The current concrete ground embankment structure would also be replaced with a new concrete elevated structure, as seen on the Orange Line.

An even more radical plan calls for getting rid of the 'L' structure altogether between the Belmont and Loyola stops, and replacing it with a subway. New subway stations would be located at Addison, Irving Park, Wilson, Foster, Bryn Mawr and Glenlake.

Under that plan, the Argyle, Lawrence, Berwyn, Thorndale and Granville stops would vanish, in some instances without a new entrance in close proximity to replace them. The subway plan also calls for the elimination of the Jarvis stop, as well as the South Boulevard and Foster Purple Line stops.

Another scenario would replace the existing four tracks with three tracks, which would eliminate reverse-direction Purple Line Express trains.

But three of the plans do not call for eliminating any stops at all. Two of them instead merely call for transfer stations between the Red and Purple lines at Loyola and Wilson.

Separately, the CTA is already moving ahead with preliminary studies to extend the Red Line south to 130th Street. Its current terminal is at 95th Street and the Dan Ryan, the farthest south any CTA 'L' line goes.

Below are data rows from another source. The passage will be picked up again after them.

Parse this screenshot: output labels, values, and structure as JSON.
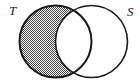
{
  "diagram": {
    "type": "venn",
    "sets": [
      {
        "id": "T",
        "label": "T"
      },
      {
        "id": "S",
        "label": "S"
      }
    ],
    "shaded_region": "T \\ S",
    "colors": {
      "stroke": "#1a1a1a",
      "shade": "#555555",
      "background": "#ffffff"
    }
  }
}
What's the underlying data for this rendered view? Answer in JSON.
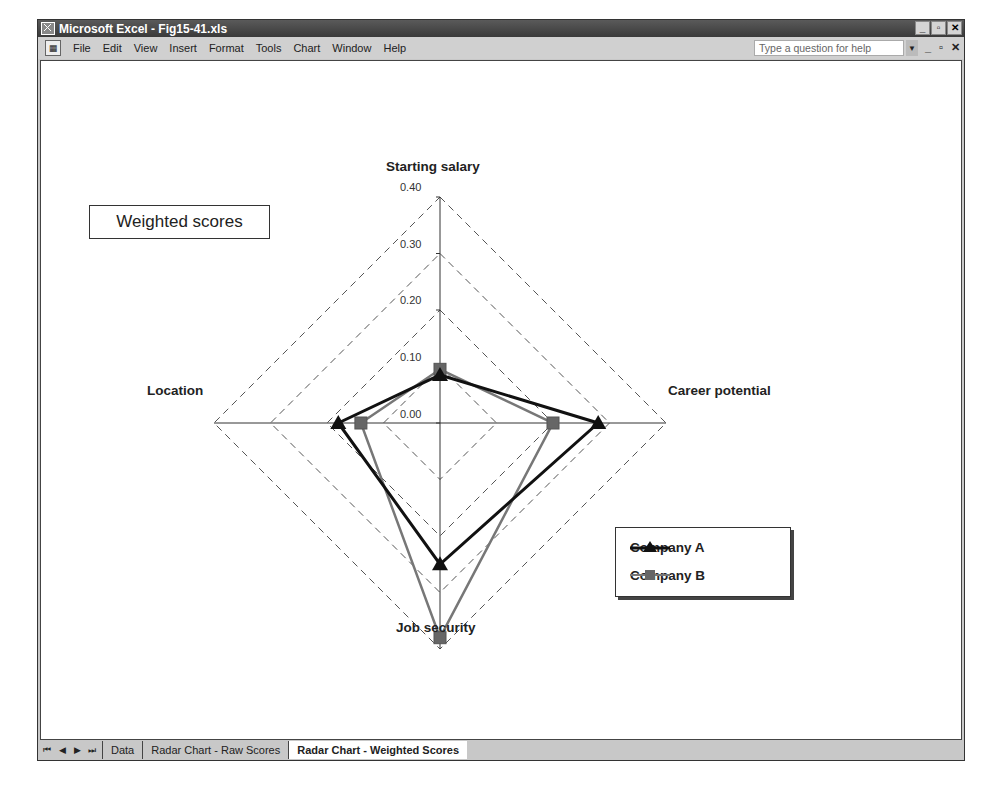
{
  "window": {
    "title": "Microsoft Excel - Fig15-41.xls",
    "controls": {
      "minimize": "_",
      "restore": "▫",
      "close": "✕"
    }
  },
  "menubar": {
    "items": [
      {
        "label": "File",
        "accel": "F"
      },
      {
        "label": "Edit",
        "accel": "E"
      },
      {
        "label": "View",
        "accel": "V"
      },
      {
        "label": "Insert",
        "accel": "I"
      },
      {
        "label": "Format",
        "accel": "o"
      },
      {
        "label": "Tools",
        "accel": "T"
      },
      {
        "label": "Chart",
        "accel": "C"
      },
      {
        "label": "Window",
        "accel": "W"
      },
      {
        "label": "Help",
        "accel": "H"
      }
    ],
    "help_placeholder": "Type a question for help",
    "doc_controls": {
      "minimize": "_",
      "restore": "▫",
      "close": "✕"
    }
  },
  "chart_data": {
    "type": "radar",
    "title": "Weighted scores",
    "axes": [
      "Starting salary",
      "Career potential",
      "Job security",
      "Location"
    ],
    "ticks": [
      "0.00",
      "0.10",
      "0.20",
      "0.30",
      "0.40"
    ],
    "range": [
      0,
      0.4
    ],
    "gridlines": "dashed",
    "legend_position": "lower right",
    "series": [
      {
        "name": "Company A",
        "values": [
          0.085,
          0.28,
          0.25,
          0.18
        ],
        "color": "#111111",
        "marker": "triangle"
      },
      {
        "name": "Company B",
        "values": [
          0.095,
          0.2,
          0.38,
          0.14
        ],
        "color": "#777777",
        "marker": "square"
      }
    ]
  },
  "sheet_tabs": {
    "nav": [
      "⏮",
      "◀",
      "▶",
      "⏭"
    ],
    "tabs": [
      {
        "label": "Data",
        "active": false
      },
      {
        "label": "Radar Chart - Raw Scores",
        "active": false
      },
      {
        "label": "Radar Chart - Weighted Scores",
        "active": true
      }
    ]
  }
}
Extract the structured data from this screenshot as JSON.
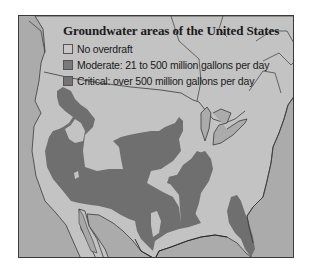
{
  "map": {
    "title": "Groundwater areas of the United States",
    "colors": {
      "ocean": "#ababab",
      "land": "#c3c3c3",
      "moderate": "#777777",
      "critical": "#6e6e6e",
      "outline": "#3a3a3a",
      "frame": "#3a3a3a"
    },
    "legend": {
      "items": [
        {
          "label": "No overdraft",
          "color": "#c8c8c8"
        },
        {
          "label": "Moderate: 21 to 500 million gallons per day",
          "color": "#7a7a7a"
        },
        {
          "label": "Critical: over 500 million gallons per day",
          "color": "#737373"
        }
      ]
    }
  }
}
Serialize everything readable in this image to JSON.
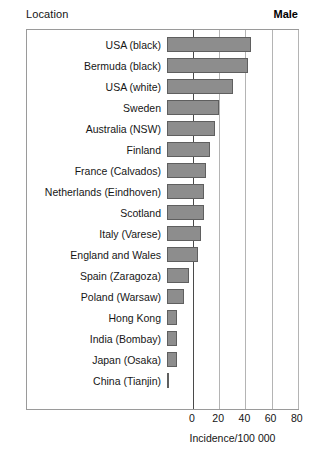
{
  "header": {
    "left_label": "Location",
    "right_label": "Male"
  },
  "axis": {
    "x_title": "Incidence/100 000",
    "ticks": [
      "0",
      "20",
      "40",
      "60",
      "80",
      "100"
    ]
  },
  "style": {
    "bar_fill": "#8d8d8d",
    "bar_border": "#5f5f5f",
    "frame_border": "#9a9a9a",
    "gridline": "#b4b4b4",
    "axis_line": "#4a4a4a"
  },
  "chart_data": {
    "type": "bar",
    "orientation": "horizontal",
    "title": "",
    "subtitle": "",
    "xlabel": "Incidence/100 000",
    "ylabel": "Location",
    "legend": [
      "Male"
    ],
    "legend_position": "top-right",
    "grid": true,
    "xlim": [
      0,
      100
    ],
    "xticks": [
      0,
      20,
      40,
      60,
      80,
      100
    ],
    "categories": [
      "USA (black)",
      "Bermuda (black)",
      "USA (white)",
      "Sweden",
      "Australia (NSW)",
      "Finland",
      "France (Calvados)",
      "Netherlands (Eindhoven)",
      "Scotland",
      "Italy (Varese)",
      "England and Wales",
      "Spain (Zaragoza)",
      "Poland (Warsaw)",
      "Hong Kong",
      "India (Bombay)",
      "Japan (Osaka)",
      "China (Tianjin)"
    ],
    "values": [
      64,
      62,
      50,
      40,
      37,
      33,
      30,
      28,
      28,
      26,
      24,
      17,
      13,
      8,
      8,
      8,
      1.5
    ]
  }
}
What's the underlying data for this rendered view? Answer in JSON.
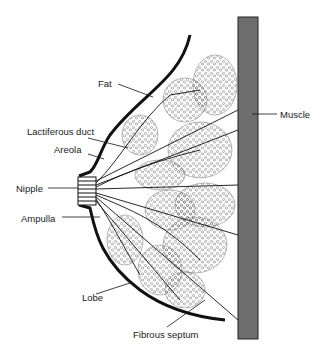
{
  "figure": {
    "colors": {
      "outline": "#111111",
      "muscle": "#6e6e6e",
      "lobule_stipple": "#555555",
      "background": "#ffffff"
    },
    "labels": {
      "fat": "Fat",
      "lactiferous_duct": "Lactiferous duct",
      "areola": "Areola",
      "nipple": "Nipple",
      "ampulla": "Ampulla",
      "lobe": "Lobe",
      "fibrous_septum": "Fibrous septum",
      "muscle": "Muscle"
    }
  }
}
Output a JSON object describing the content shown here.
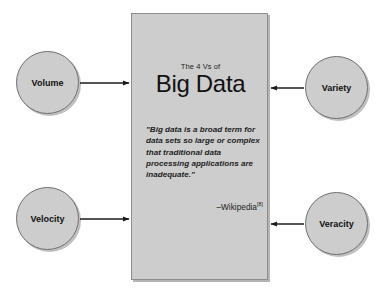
{
  "diagram": {
    "title": "The 4 Vs of Big Data",
    "background_color": "#ffffff",
    "shape_fill_color": "#cdcdcd",
    "shape_border_color": "#6f6f6f",
    "text_color": "#111111"
  },
  "panel": {
    "subtitle": "The 4 Vs of",
    "title": "Big Data",
    "quote": "\"Big data is a broad term for data sets so large or complex that traditional data processing applications are inadequate.\"",
    "attribution": "–Wikipedia",
    "attribution_reference": "[8]"
  },
  "nodes": [
    {
      "id": "volume",
      "label": "Volume",
      "position": "top-left",
      "arrow_direction": "right"
    },
    {
      "id": "variety",
      "label": "Variety",
      "position": "top-right",
      "arrow_direction": "left"
    },
    {
      "id": "velocity",
      "label": "Velocity",
      "position": "bottom-left",
      "arrow_direction": "right"
    },
    {
      "id": "veracity",
      "label": "Veracity",
      "position": "bottom-right",
      "arrow_direction": "left"
    }
  ]
}
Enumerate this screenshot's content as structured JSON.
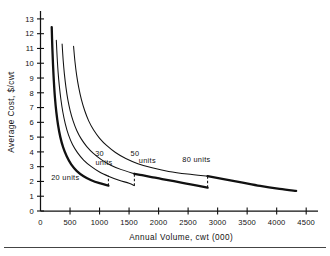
{
  "chart_data": {
    "type": "line",
    "title": "",
    "xlabel": "Annual Volume, cwt (000)",
    "ylabel": "Average Cost, $/cwt",
    "xlim": [
      0,
      4700
    ],
    "ylim": [
      0,
      13.4
    ],
    "grid": false,
    "legend_position": "inline-annotations",
    "xticks": [
      0,
      500,
      1000,
      1500,
      2000,
      2500,
      3000,
      3500,
      4000,
      4500
    ],
    "xtick_labels": [
      "0",
      "500",
      "1000",
      "1500",
      "2000",
      "2500",
      "3000",
      "3500",
      "4000",
      "4500"
    ],
    "yticks": [
      0,
      1,
      2,
      3,
      4,
      5,
      6,
      7,
      8,
      9,
      10,
      11,
      12,
      13
    ],
    "ytick_labels": [
      "0",
      "1",
      "2",
      "3",
      "4",
      "5",
      "6",
      "7",
      "8",
      "9",
      "10",
      "11",
      "12",
      "13"
    ],
    "series": [
      {
        "name": "20 units",
        "style": "bold",
        "points": [
          [
            190,
            12.45
          ],
          [
            200,
            11.1
          ],
          [
            212,
            9.9
          ],
          [
            226,
            8.8
          ],
          [
            244,
            7.7
          ],
          [
            268,
            6.7
          ],
          [
            298,
            5.8
          ],
          [
            336,
            5.0
          ],
          [
            384,
            4.3
          ],
          [
            444,
            3.7
          ],
          [
            520,
            3.15
          ],
          [
            616,
            2.7
          ],
          [
            730,
            2.35
          ],
          [
            860,
            2.08
          ],
          [
            1000,
            1.88
          ],
          [
            1150,
            1.72
          ]
        ],
        "end_x": 1150,
        "end_y": 1.72
      },
      {
        "name": "30 units",
        "style": "thin",
        "points": [
          [
            268,
            11.55
          ],
          [
            282,
            10.4
          ],
          [
            298,
            9.4
          ],
          [
            318,
            8.5
          ],
          [
            344,
            7.6
          ],
          [
            378,
            6.7
          ],
          [
            420,
            5.9
          ],
          [
            474,
            5.15
          ],
          [
            542,
            4.5
          ],
          [
            626,
            3.95
          ],
          [
            730,
            3.45
          ],
          [
            856,
            3.02
          ],
          [
            1000,
            2.64
          ],
          [
            1160,
            2.34
          ],
          [
            1330,
            2.08
          ],
          [
            1500,
            1.88
          ],
          [
            1590,
            1.72
          ]
        ],
        "end_x": 1590,
        "end_y": 1.72
      },
      {
        "name": "50 units",
        "style": "bold",
        "points": [
          [
            1590,
            2.52
          ],
          [
            1720,
            2.42
          ],
          [
            1880,
            2.3
          ],
          [
            2060,
            2.16
          ],
          [
            2260,
            2.02
          ],
          [
            2470,
            1.86
          ],
          [
            2680,
            1.7
          ],
          [
            2830,
            1.58
          ]
        ],
        "end_x": 2830,
        "end_y": 1.58
      },
      {
        "name": "50 units upper",
        "style": "thin",
        "points": [
          [
            366,
            11.3
          ],
          [
            384,
            10.2
          ],
          [
            404,
            9.3
          ],
          [
            430,
            8.4
          ],
          [
            462,
            7.55
          ],
          [
            502,
            6.8
          ],
          [
            552,
            6.1
          ],
          [
            614,
            5.45
          ],
          [
            690,
            4.88
          ],
          [
            784,
            4.36
          ],
          [
            896,
            3.9
          ],
          [
            1030,
            3.48
          ],
          [
            1190,
            3.1
          ],
          [
            1370,
            2.8
          ],
          [
            1590,
            2.52
          ]
        ]
      },
      {
        "name": "80 units",
        "style": "thin",
        "points": [
          [
            560,
            11.15
          ],
          [
            584,
            10.1
          ],
          [
            612,
            9.2
          ],
          [
            648,
            8.35
          ],
          [
            692,
            7.55
          ],
          [
            748,
            6.8
          ],
          [
            816,
            6.1
          ],
          [
            900,
            5.48
          ],
          [
            1002,
            4.92
          ],
          [
            1124,
            4.42
          ],
          [
            1270,
            3.96
          ],
          [
            1444,
            3.55
          ],
          [
            1650,
            3.2
          ],
          [
            1890,
            2.92
          ],
          [
            2170,
            2.68
          ],
          [
            2490,
            2.5
          ],
          [
            2830,
            2.36
          ]
        ],
        "end_x": 2830,
        "end_y": 2.36
      },
      {
        "name": "80 units tail",
        "style": "bold",
        "points": [
          [
            2830,
            2.36
          ],
          [
            3100,
            2.16
          ],
          [
            3400,
            1.94
          ],
          [
            3720,
            1.7
          ],
          [
            4050,
            1.5
          ],
          [
            4330,
            1.36
          ]
        ],
        "end_x": 4330,
        "end_y": 1.36
      }
    ],
    "jumps": [
      {
        "x": 1150,
        "y_low": 1.72,
        "y_high": 2.38,
        "label": "30 units"
      },
      {
        "x": 1590,
        "y_low": 1.72,
        "y_high": 2.52,
        "label": "50 units"
      },
      {
        "x": 2830,
        "y_low": 1.58,
        "y_high": 2.36,
        "label": "80 units"
      }
    ],
    "annotations": [
      {
        "text": "20 units",
        "x": 420,
        "y": 2.1,
        "name": "annotation-20-units"
      },
      {
        "text": "30",
        "x": 1000,
        "y": 3.7,
        "name": "annotation-30"
      },
      {
        "text": "units",
        "x": 1075,
        "y": 3.1,
        "name": "annotation-30-units"
      },
      {
        "text": "50",
        "x": 1600,
        "y": 3.7,
        "name": "annotation-50"
      },
      {
        "text": "units",
        "x": 1810,
        "y": 3.25,
        "name": "annotation-50-units"
      },
      {
        "text": "80 units",
        "x": 2640,
        "y": 3.3,
        "name": "annotation-80-units"
      }
    ]
  }
}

Under plans unveiled last year, the trains would run west along the median of Interstate 57 after departing 95th Street, before veering off about half a mile later to the Union Pacific Railroad tracks. The line would run adjacent to the Union Pacific tracks south to 130th Street, with stops at 103rd, 111th and 115th streets, according to CTA documents.

The line would run on elevated tracks from I-57 to 119th Street, and at grade level from south of 119th Street to 130th Street, according to the CTA.

Groups have been calling for an extension to the Red Line for several years, arguing that the Far South Side is underserved by public transit compared with other parts of the city.

Durbin emphasized the importance both of the modernization of the old 'L' infrastructure, and the extension to 130th Street. He pointed out that as it is, the Red Line is the busiest CTA line with 250,000 riders per weekday.

"The Red Line is the heart of the CTA rail network. But it is also one of the oldest CTA rail lines and most in need of repair," Durbin said in the release. "The Loyola CTA Station's problems are systematic of problems all across the Red Line, which is why the federal funds announced today are so important."

Durbin said gas prices are not going down over the long haul, and public transit will grow more important as time goes on.

"This funding will help the CTA move forward with their vision for a newer, more modern Red Line, and put us in the best position to provide world-class mass transit services in the future," he said in the release.

Chicago Transit Board President Terry Peterson says funding the environmental impact study for the Red Line upgrades will put the CTA closer to securing even more federal dollars.

"This is a multi-year process. It won't happen overnight, but I want to assure everyone invested in the rail line extension that this process is a priority," he said at the event Monday.

Peterson said he believes the extension and repairs to the century-old system are feasible, despite $10 billion in unmet capital needs.